Mayor London Breed’s opposition to Prop. C is a dramatic and telling moment in her administration.
You never really know when someone takes on an office that powerful what direction they will go. We knew Breed was on the moderate side of politics when she was a supervisor, but a fair number of people who call themselves progressive supported her. The Mayor’s Office can change people: We never expected when he first took office that Gavin Newsom would be the one to legalize same-sex marriage.
Now we know. On perhaps the most important issue to face San Francisco in years – a move to tax the very rich to provide enough housing to actually make progress on homelessness – Breed has sided with the downtown conservatives.
This wasn’t a “moderate” position. SPUR, which is hardly known as a left-wing organization, supports Prop. C. Rep. Nancy Pelosi, who has never been a radical progressive at home, supports Prop. C.
It’s only the very hard-core anti-tax crew at the Chamber of Commerce (oh, and the Republican Party, and the Building Owners and Managers Association) that are against this measure. And now Breed is on their side.
Why would any mayor who wants to tackle the homeless problem turn down the opportunity to bring in enough money to make a real difference – particularly when pretty much zero percent of the voters will every pay a penny of the new tax, the tax won’t cause any significant job loss, and everyone who would pay it just got a big tax break from Trump (which I have to presume Breed opposed)?
Makes no sense.
I was a bit startled by her statement, which you can read here. It’s not just politically wrong – it’s factually inaccurate. And it reads just like the Chamber’s talking points.
Here we go, from Breed:
Our homelessness spending has increased dramatically in recent years with no discernible improvement in conditions. Before we double the tax bill overnight, San Franciscans deserve accountability for the money they are already paying.
First of all: Breed was president of the Board of Supes during the time that homeless spending increased. She voted for those increases. She never demanded an audit or in any way criticized Mayor Ed Lee for how he spent that money.
But check out her phrasing: Before we double the tax bill overnight…
From the report by the city economist:
The new tax would create a 28-33 percent overall increase in business taxes.
That’s not doubling any tax bill, not even close. In fact, City Economist Ted Egan (who has access to confidential tax data that the rest of us don’t) estimates that 300-400 local businesses – out of a total of 13,000 business that current pay city taxes – would be impacted.
That’s 2 percent. Pretty close to the 1 percent that Occupy Wall Street talked about, but the top SF businesses are richer than most. Overall, 98 percent of local businesses would pay no new tax at all.
Her statement is just wrong; I don’t know any other way to put it.

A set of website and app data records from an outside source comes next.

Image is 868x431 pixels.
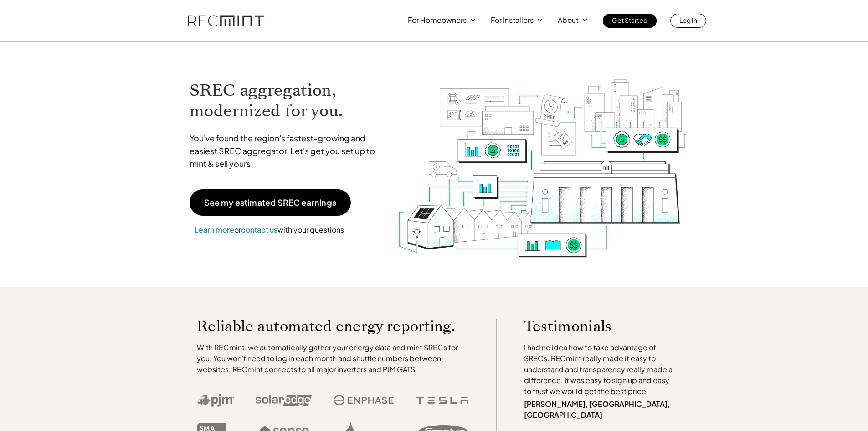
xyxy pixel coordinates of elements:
p: You've found the region's fastest-growing and easiest SREC aggregator. Let's get you set up to mi... [190,132,384,170]
img: RECmint value cycle [397,55,687,260]
p: For Homeowners [408,13,466,26]
p: I had no idea how to take advantage of SRECs. RECmint really made it easy to understand and trans... [524,342,677,397]
a: contact us [241,224,277,234]
a: Learn more [195,224,234,234]
p: For Installers [491,13,534,26]
p: With RECmint, we automatically gather your energy data and mint SRECs for you. You won't need to ... [197,342,469,375]
p: About [558,13,579,26]
a: Log In [671,13,707,28]
p: [PERSON_NAME], [GEOGRAPHIC_DATA], [GEOGRAPHIC_DATA] [524,398,677,420]
p: Get Started [612,13,648,26]
p: Testimonials [524,319,660,333]
a: Get Started [603,13,657,28]
a: See my estimated SREC earnings [190,189,351,216]
p: or with your questions [190,223,349,235]
p: Log In [680,13,697,26]
p: See my estimated SREC earnings [204,198,336,207]
h1: SREC aggregation, modernized for you. [190,80,384,121]
p: Reliable automated energy reporting. [197,319,469,333]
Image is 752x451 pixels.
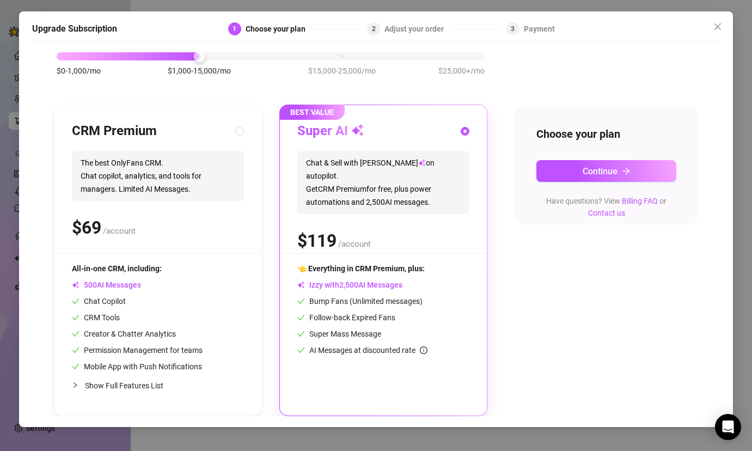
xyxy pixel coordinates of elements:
[546,197,667,217] span: Have questions? View or
[72,330,80,338] span: check
[715,414,741,440] div: Open Intercom Messenger
[709,22,727,31] span: Close
[72,313,120,322] span: CRM Tools
[297,314,305,321] span: check
[524,22,555,35] div: Payment
[297,297,423,306] span: Bump Fans (Unlimited messages)
[72,362,202,371] span: Mobile App with Push Notifications
[297,330,381,338] span: Super Mass Message
[583,166,618,176] span: Continue
[297,230,337,251] span: $
[297,346,305,354] span: check
[420,346,428,354] span: info-circle
[72,281,141,289] span: AI Messages
[72,346,80,354] span: check
[168,65,231,77] span: $1,000-15,000/mo
[72,346,203,355] span: Permission Management for teams
[72,217,101,238] span: $
[57,65,101,77] span: $0-1,000/mo
[438,65,485,77] span: $25,000+/mo
[372,25,376,33] span: 2
[72,373,244,398] div: Show Full Features List
[537,160,677,182] button: Continuearrow-right
[297,313,395,322] span: Follow-back Expired Fans
[233,25,236,33] span: 1
[85,381,163,390] span: Show Full Features List
[714,22,722,31] span: close
[279,105,345,120] span: BEST VALUE
[297,297,305,305] span: check
[537,126,677,142] h4: Choose your plan
[246,22,312,35] div: Choose your plan
[72,314,80,321] span: check
[511,25,515,33] span: 3
[297,330,305,338] span: check
[72,382,78,388] span: collapsed
[297,151,470,214] span: Chat & Sell with [PERSON_NAME] on autopilot. Get CRM Premium for free, plus power automations and...
[622,167,631,175] span: arrow-right
[72,151,244,201] span: The best OnlyFans CRM. Chat copilot, analytics, and tools for managers. Limited AI Messages.
[338,239,371,249] span: /account
[297,123,364,140] h3: Super AI
[72,330,176,338] span: Creator & Chatter Analytics
[588,209,625,217] a: Contact us
[297,264,425,273] span: 👈 Everything in CRM Premium, plus:
[309,346,428,355] span: AI Messages at discounted rate
[72,264,162,273] span: All-in-one CRM, including:
[709,18,727,35] button: Close
[32,22,117,35] h5: Upgrade Subscription
[308,65,376,77] span: $15,000-25,000/mo
[72,123,157,140] h3: CRM Premium
[385,22,450,35] div: Adjust your order
[72,297,80,305] span: check
[72,363,80,370] span: check
[622,197,658,205] a: Billing FAQ
[72,297,126,306] span: Chat Copilot
[103,226,136,236] span: /account
[297,281,403,289] span: Izzy with AI Messages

It’s also the exact same talking point the Chamber used in its ballot argument against the measure:
Prop. C nearly doubles San Francisco’s payroll and gross receipts taxes on businesses headquartered here.
No it doesn’t.
More from Breed’s statement:
Proposition C’s new taxes will decidedly harm our local economy. The City Economist’s report estimates that Prop C will cause up to a $240 million loss from our city’s GDP every year for the next twenty years. And the report could not even quantify the risk that concerns me most: the inevitable flight of headquarter companies — and jobs — from San Francisco to other cities in the Bay Area, or other states. We cannot afford to lose even more jobs for middle class San Franciscans, the jobs in retail, manufacturing, and services that are most likely to flee the City.
I read the city economist’s report. Every word. I also checked on the city’s total number of jobs and the local GDP, as did Egan.
If – and it’s a big if – there’s actually a $240 million loss to the city’s GDP, that’s about one tenth of one percent of the close to $500 billion in total economic activity in SF. That kind of tiny change happens every year anyway, due to thousands of factors (including, for example, landlords having trouble renting out space in some areas because of the homeless problem). Right now, high office rents and housing costs are driving away far more jobs than this measure could possible impact.
More from Breed:
Our next Governor Gavin Newsom is right: By dramatically increasing our homelessness spending without working with neighboring counties, Proposition C could put us in the untenable and expensive position of funding services for residents from other counties.
I first heard this myth that homeless people move to San Francisco because we offer such marvelous services back in the early 1980s, when then-Mayor Dianne Feinstein talked about the city becoming a “homeless magnet.” It wasn’t true then, and it’s not true now.
We have real data on this: About 70 percent of all homeless people in San Francisco used to have a home in San Francisco.
So Breed’s statement is right out of the Chamber’s political playbook and it’s profoundly inaccurate.
When Prop. C first qualified for the ballot, I noted that this would define local politics for years to come. Now we know which side the mayor is on.